58 But Hazlitt did not deny all gradation in fitness or dignity among various subjects. In one of the papers of the Round Table, after admitting the interest, from the standpoint of the painter, attaching to any object in nature, he insists, “The superiority of high art over the common or mechanical consists in combining truth of imitation with beauty and grandeur of subject.” In other papers one finds adequate recognition of the principle of the universal,—e.g., this passage: “Dress a figure in what costume you please (however fantastic, however barbarous), but add the expression which is common to all faces, the properties which are common to all drapery in its elementary principles, and the picture will belong to all times and places” (IX. 20).
Here I am concerned with showing merely on what aspects of the problem Hazlitt threw his emphasis.
59 Pre-Raphaelitism and Other Essays and Lectures on Art, by Ruskin, ed. L. Binyon, Introd., p. vii.
60 Ibid., p. 277.
61 Ibid., p. 63.
62 Ibid., p. 98.
63 Ibid., p. 165. Cf. Chap. I. of Vol. III. of Modern Painters— “Touching the Grand Style.”
64 It is hard to use the term “classicism” without offending someone. My use of the terms “classicism,” “realism,” “romanticism,” is that presented in W. A. Neilson's Essentials of Poetry. I have not, however, attempted to distinguish here between “classicism” and “neo-classicism”; but I do not mean to exclude imagination and closeness to fact from the excellences of great classical works. The greater the work of art, the more evenly it exhibits all three qualities in fusion. Perhaps it would be right to reserve the adjective “classical” for such masterpieces, and to apply “pseudo-classical” to works characterized by rationality and regard for form, but deficient in sense of fact and in imagination.

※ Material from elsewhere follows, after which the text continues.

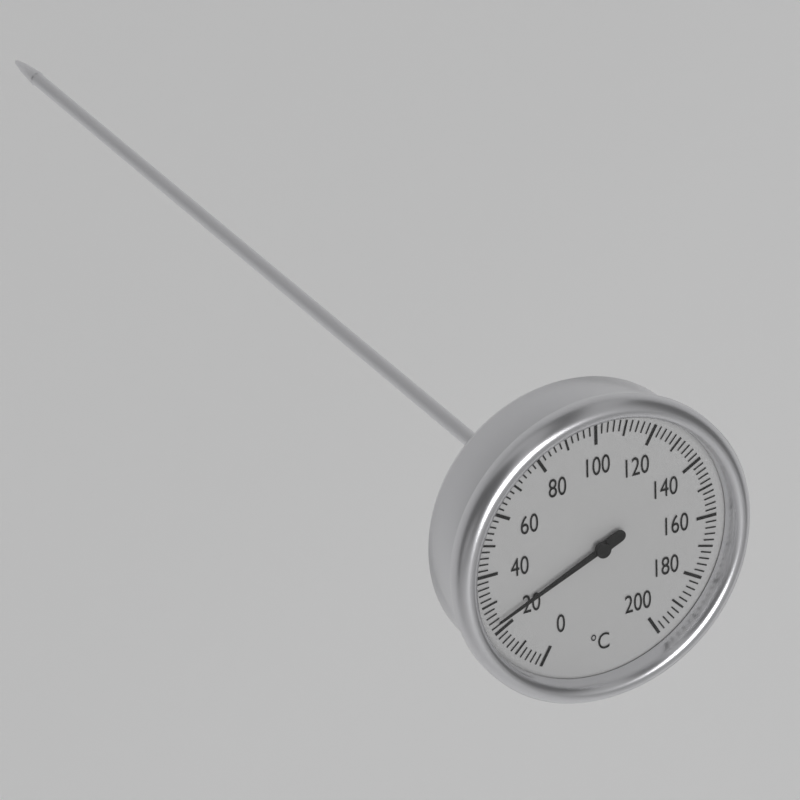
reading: 24 °C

65 The tendencies of the art-criticism of so voluminous and, if I may say it, so uncritical a writer as Ruskin do not lend themselves to succinct statement. For his own strictures upon his early work in Modern Painters, see Frondes Agrestes, the little book of selections chosen by a female admirer and published by the author's consent. Caution against too great particularity is frequent in Ruskin's Academy notes and other papers. Mr. Binyon, indeed, is more impressed by his warnings against excess of detail than by his insistence on the beauty of it.